Logical ReasoningDifficulty: Easy

PT159 S3 Q5 ExplanationResearcher: Some scholars maintain that the first government

A free, expert breakdown of this official LSAT Logical Reasoning question.

TopicsSufficient Assumption

Keep going in LSAT Lab

  • Save & drill this skill build targeted practice sets from questions like this one

  • Video walkthroughs watch every question solved step by step

  • 81 official LSATs as questions, timed sections & full-length tests

Full official LSAT questions are available through LawHub. This page provides LSAT Lab's explanation, strategy, and review tools without republishing the full official question.

Stimulus

Researcher: Some scholars maintain that the first government other than China to issue any form of paper currency was the Massachusetts colony in 1690. But these scholars are incorrect. During a coin shortage in New France in 1685, its government was unable to use coins to pay soldiers stationed in Quebec. Instead, goods, were convertible to coins, which later arrived on supply ships from France.

What this question is testing

Sufficient Assumption

Conclusion

The researcher argues the scholars are wrong about Massachusetts being the first non-Chinese government to issue paper currency in 1690.

Evidence

In 1685, New France hit a coin shortage and started paying soldiers with playing cards that had assigned values and were convertible to coin. So New France did this five years earlier.

Evaluate

Watch the gap. The scholars' claim is specifically about paper currency. The researcher's evidence is about playing cards. For the researcher to refute them, the playing cards have to count as paper currency — and that requires the cards to actually be made of paper.

If the playing cards in 1685 New France were made of, say, leather, ivory, or wood (some early playing cards were), then they're currency but not paper currency, and the scholars' specific claim survives.

Goal

Find the assumption that the playing cards were paper. With that, the New France case is paper currency, and the researcher's conclusion follows.

Reading along? Open the full official question in LawHub — we show a fragment here and keep the reasoning in our own words.

The question
5.

The researcher's conclusion is properly drawn if which one of the following

Answer choices, explained

  1. Correct84% picked this

    The playing cards in use in Quebec in the late 1600s were

    Why this is right

    This is the bridge from "playing cards" to "paper currency." The researcher needs the New France case to qualify as paper currency in order to undercut the scholars' specific claim. If the playing cards in late-1600s Quebec were made of paper, then assigning them official value and issuing them as pay constitutes issuing paper currency. With this assumption, the conclusion goes through: New France issued paper currency in 1685, before Massachusetts in 1690, so the scholars are wrong.

    Skill tested: Sufficient Assumption · how this choice captures the argument's function is the move to repeat next time.

  2. Out of Scope3% picked this

    The Chinese government did not issue paper currency during

    The scholars' claim is about the first government other than China to issue paper currency. Whether China issued paper currency in the 1600s is irrelevant to whether New France or Massachusetts came first among non-Chinese governments. The argument doesn't need this assumption.

  3. Out of Scope3% picked this

    Playing cards were not available to inhabitants of the Massachusetts colony

    Whether playing cards were available in Massachusetts before 1690 is irrelevant. The argument doesn't need to claim anything about Massachusetts's pre-1690 currency situation. It only needs the New France case to count as paper currency. Massachusetts's playing-card history is beside the point.

  4. Out of Scope4% picked this

    The Massachusetts colony's issue of paper currency was not prompted by

    Massachusetts's reason for issuing paper currency (whether or not a coin shortage prompted it) doesn't affect whether New France issued paper currency earlier. The argument doesn't need to draw any contrast based on motives.

  5. Out of Scope6% picked this

    Every government that issued paper currency in the 1600s left records pertaining

    Whether other 1600s governments left records about their currency is irrelevant. The argument is between two specific cases (New France 1685 and Massachusetts 1690). Universal record-keeping isn't needed; we just need the New France case to count.

Continue the review in LSAT Lab

Save this question, watch the video walkthrough, and drill similar questions in your LSAT Lab account.

LSAT Lab

Turn this review into a targeted study plan.

Save this question, drill more like it, watch the video walkthrough, and track your progress in your LSAT Lab account.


▶ **Required work**
From the records below, please return each line that holds the word "axis".

▶ **Information**
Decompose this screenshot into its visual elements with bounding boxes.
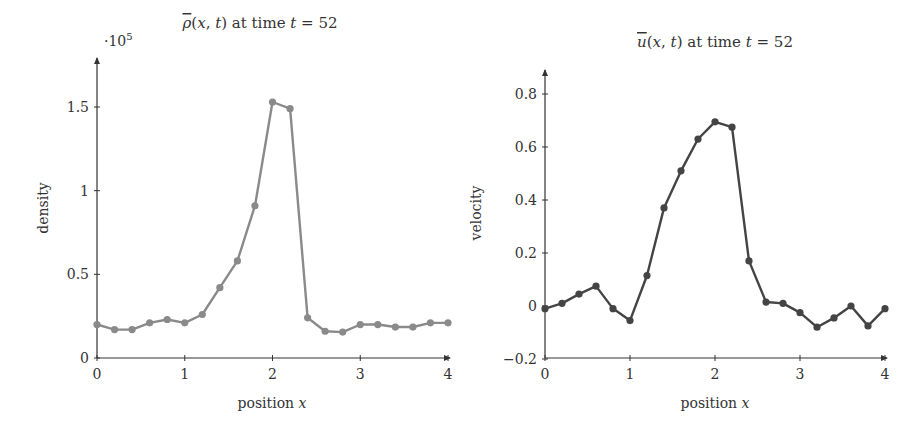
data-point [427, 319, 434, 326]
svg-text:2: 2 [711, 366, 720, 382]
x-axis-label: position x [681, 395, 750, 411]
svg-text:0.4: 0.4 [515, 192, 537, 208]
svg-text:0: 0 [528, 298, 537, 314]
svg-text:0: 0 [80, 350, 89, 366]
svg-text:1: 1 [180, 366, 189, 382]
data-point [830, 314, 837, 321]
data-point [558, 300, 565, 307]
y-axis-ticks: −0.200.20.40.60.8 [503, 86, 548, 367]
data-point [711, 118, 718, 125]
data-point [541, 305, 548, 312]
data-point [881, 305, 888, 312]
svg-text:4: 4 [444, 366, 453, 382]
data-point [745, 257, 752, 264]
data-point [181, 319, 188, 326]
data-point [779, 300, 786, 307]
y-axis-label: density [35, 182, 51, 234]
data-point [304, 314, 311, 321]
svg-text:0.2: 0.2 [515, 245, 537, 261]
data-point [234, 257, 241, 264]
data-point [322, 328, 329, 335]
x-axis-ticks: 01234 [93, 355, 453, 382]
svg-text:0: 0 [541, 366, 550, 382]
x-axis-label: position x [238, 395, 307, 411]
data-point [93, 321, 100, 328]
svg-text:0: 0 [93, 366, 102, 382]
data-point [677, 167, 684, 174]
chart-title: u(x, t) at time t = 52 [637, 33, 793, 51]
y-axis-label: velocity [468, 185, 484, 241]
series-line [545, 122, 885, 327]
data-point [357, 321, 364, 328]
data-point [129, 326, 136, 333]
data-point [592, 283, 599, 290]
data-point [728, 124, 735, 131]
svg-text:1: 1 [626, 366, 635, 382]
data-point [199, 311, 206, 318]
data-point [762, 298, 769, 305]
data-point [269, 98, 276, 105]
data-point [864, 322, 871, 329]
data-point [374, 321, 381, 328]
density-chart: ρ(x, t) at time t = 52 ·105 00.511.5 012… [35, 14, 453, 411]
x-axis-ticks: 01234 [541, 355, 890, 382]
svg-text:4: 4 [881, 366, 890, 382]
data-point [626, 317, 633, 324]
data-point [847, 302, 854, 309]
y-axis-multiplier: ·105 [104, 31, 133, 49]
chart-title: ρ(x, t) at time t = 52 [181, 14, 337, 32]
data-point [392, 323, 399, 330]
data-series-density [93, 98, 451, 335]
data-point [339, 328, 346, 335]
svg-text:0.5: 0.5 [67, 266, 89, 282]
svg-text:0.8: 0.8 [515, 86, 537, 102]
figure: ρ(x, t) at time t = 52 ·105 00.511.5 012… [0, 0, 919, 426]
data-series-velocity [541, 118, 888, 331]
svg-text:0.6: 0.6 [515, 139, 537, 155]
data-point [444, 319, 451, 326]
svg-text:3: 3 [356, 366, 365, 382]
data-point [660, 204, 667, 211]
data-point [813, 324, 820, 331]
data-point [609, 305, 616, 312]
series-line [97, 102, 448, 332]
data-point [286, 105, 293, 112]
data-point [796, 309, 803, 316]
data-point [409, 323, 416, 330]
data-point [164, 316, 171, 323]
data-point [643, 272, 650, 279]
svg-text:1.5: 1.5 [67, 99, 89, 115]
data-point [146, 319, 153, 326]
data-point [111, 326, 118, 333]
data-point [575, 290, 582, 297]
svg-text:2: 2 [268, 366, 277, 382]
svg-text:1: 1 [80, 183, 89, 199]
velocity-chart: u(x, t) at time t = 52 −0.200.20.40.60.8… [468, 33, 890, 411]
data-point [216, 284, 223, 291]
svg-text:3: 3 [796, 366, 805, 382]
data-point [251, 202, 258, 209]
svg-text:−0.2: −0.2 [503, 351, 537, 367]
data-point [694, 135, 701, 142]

--

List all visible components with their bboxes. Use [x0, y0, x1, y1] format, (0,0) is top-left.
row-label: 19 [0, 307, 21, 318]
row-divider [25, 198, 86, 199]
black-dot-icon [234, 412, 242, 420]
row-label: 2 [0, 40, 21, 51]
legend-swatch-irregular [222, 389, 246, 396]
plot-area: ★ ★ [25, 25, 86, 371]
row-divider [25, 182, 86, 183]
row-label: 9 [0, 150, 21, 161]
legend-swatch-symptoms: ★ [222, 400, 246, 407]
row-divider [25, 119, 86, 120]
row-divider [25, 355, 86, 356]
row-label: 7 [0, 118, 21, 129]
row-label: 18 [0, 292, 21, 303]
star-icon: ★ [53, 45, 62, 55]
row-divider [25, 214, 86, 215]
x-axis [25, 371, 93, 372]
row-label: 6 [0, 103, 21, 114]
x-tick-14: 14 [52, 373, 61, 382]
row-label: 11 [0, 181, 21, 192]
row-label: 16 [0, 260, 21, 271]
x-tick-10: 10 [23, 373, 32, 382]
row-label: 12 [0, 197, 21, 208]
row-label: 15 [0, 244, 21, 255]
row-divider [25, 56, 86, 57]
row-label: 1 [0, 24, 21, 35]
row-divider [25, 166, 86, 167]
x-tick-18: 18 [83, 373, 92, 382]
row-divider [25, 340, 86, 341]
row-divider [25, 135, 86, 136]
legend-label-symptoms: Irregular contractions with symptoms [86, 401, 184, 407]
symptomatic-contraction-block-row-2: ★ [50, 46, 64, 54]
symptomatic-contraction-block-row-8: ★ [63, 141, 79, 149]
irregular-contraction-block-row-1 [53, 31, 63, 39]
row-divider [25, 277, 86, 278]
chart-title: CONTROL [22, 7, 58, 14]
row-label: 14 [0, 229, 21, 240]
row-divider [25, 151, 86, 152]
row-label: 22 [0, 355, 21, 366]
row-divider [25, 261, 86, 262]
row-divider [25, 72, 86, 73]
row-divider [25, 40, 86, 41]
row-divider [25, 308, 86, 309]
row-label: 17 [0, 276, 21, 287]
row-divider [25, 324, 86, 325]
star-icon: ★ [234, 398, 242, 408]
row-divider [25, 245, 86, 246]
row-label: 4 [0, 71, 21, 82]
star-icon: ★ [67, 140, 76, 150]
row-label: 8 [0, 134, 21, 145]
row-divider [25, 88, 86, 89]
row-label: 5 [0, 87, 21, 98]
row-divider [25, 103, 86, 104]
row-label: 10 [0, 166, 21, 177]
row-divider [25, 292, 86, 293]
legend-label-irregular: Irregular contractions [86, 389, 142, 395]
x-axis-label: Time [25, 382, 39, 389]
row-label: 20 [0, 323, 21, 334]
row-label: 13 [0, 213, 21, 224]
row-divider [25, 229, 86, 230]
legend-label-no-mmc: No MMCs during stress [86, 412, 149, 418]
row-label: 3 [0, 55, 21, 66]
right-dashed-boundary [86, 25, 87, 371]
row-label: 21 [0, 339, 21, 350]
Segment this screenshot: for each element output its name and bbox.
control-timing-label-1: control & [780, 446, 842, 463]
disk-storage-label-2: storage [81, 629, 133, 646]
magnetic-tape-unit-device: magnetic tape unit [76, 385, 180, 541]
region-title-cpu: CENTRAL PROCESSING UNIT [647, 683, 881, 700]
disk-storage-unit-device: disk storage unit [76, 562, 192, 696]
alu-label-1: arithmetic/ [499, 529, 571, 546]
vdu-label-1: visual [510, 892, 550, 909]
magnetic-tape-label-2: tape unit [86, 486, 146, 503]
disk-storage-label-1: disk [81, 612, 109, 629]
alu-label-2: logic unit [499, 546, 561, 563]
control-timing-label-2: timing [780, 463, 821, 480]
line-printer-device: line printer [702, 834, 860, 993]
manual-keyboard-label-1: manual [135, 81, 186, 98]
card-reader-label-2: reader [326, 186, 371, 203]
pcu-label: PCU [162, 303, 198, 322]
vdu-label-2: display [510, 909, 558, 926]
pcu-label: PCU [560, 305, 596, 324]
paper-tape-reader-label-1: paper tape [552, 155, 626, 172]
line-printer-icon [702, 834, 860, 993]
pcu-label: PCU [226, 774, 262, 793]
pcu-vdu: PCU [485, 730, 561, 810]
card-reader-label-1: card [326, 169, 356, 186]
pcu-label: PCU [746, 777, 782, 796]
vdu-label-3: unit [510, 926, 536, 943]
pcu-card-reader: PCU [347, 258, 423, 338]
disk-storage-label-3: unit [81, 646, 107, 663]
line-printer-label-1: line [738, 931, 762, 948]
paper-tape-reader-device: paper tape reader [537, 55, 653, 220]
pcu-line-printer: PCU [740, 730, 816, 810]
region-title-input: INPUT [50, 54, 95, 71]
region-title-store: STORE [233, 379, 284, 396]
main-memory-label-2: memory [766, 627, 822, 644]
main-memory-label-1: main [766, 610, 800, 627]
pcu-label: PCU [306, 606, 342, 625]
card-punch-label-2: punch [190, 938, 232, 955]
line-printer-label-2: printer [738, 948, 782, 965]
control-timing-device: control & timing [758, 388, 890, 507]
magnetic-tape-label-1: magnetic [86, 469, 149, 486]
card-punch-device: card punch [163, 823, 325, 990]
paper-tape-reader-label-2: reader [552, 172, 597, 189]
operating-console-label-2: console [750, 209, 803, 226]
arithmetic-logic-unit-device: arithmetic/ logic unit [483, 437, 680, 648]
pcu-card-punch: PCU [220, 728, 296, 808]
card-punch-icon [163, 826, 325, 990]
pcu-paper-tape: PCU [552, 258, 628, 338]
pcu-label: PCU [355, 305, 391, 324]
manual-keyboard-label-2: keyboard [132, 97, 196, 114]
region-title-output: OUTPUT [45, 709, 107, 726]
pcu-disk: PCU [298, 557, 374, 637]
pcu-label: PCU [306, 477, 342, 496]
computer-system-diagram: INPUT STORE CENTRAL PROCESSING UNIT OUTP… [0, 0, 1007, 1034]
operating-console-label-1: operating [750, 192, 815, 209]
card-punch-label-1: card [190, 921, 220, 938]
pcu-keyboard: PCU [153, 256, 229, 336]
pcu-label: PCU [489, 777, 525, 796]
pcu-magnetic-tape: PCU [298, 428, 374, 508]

==

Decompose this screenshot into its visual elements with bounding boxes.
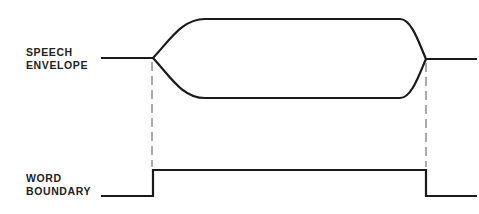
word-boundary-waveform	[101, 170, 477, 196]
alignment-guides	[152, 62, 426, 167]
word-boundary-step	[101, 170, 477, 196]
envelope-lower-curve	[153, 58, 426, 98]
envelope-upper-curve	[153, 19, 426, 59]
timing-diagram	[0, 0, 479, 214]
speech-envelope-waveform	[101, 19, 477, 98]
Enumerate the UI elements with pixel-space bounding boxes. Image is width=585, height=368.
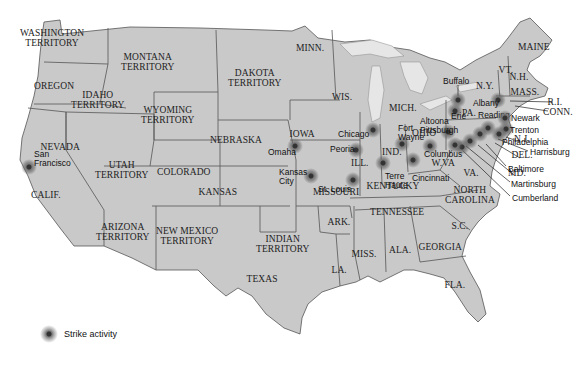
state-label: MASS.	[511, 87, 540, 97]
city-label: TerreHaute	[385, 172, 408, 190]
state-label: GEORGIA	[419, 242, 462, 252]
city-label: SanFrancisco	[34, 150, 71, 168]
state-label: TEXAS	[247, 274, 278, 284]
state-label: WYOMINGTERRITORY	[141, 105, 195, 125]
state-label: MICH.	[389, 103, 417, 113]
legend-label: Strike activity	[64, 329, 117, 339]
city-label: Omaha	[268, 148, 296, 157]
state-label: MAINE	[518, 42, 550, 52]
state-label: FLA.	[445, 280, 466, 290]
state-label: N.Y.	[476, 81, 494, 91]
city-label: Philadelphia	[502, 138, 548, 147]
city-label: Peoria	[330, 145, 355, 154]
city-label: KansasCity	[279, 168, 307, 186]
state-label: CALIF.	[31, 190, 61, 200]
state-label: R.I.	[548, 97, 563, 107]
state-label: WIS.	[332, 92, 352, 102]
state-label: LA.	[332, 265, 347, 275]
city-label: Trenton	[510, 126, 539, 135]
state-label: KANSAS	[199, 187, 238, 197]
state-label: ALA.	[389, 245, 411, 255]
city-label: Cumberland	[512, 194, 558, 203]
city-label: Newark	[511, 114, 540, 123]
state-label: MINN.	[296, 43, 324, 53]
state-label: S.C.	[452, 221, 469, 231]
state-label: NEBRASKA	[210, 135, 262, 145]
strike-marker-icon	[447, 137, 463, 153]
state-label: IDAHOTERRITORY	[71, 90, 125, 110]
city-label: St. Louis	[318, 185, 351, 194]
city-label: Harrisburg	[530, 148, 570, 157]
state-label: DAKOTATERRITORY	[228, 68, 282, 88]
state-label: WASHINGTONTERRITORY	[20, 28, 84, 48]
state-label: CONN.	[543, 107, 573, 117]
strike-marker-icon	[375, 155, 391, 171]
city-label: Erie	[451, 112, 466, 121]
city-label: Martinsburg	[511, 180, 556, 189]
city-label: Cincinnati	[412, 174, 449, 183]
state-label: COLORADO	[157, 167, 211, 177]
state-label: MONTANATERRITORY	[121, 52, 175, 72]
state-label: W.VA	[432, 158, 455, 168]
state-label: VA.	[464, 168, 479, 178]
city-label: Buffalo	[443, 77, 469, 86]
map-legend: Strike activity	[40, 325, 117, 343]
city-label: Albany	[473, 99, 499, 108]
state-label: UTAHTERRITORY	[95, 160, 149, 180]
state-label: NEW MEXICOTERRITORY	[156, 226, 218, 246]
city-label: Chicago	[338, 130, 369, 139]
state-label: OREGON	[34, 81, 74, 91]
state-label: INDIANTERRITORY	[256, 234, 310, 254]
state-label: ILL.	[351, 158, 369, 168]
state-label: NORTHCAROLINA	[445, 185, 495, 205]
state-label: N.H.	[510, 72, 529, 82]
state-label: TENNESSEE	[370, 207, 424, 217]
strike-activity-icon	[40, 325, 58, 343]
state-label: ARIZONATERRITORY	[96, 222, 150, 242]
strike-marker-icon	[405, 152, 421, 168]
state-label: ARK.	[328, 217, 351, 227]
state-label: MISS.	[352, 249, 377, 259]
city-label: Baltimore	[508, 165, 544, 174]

▶ **The completed task**
x-axis-label: position x [681, 395, 750, 411]
y-axis-ticks: −0.200.20.40.60.8 [503, 86, 548, 367]
y-axis-label: density [35, 182, 51, 234]
x-axis-ticks: 01234 [93, 355, 453, 382]
x-axis-label: position x [238, 395, 307, 411]
y-axis-label: velocity [468, 185, 484, 241]
x-axis-ticks: 01234 [541, 355, 890, 382]
y-axis-multiplier: ·105 [104, 31, 133, 49]
x-axis [25, 371, 93, 372]
x-axis-label: Time [25, 382, 39, 389]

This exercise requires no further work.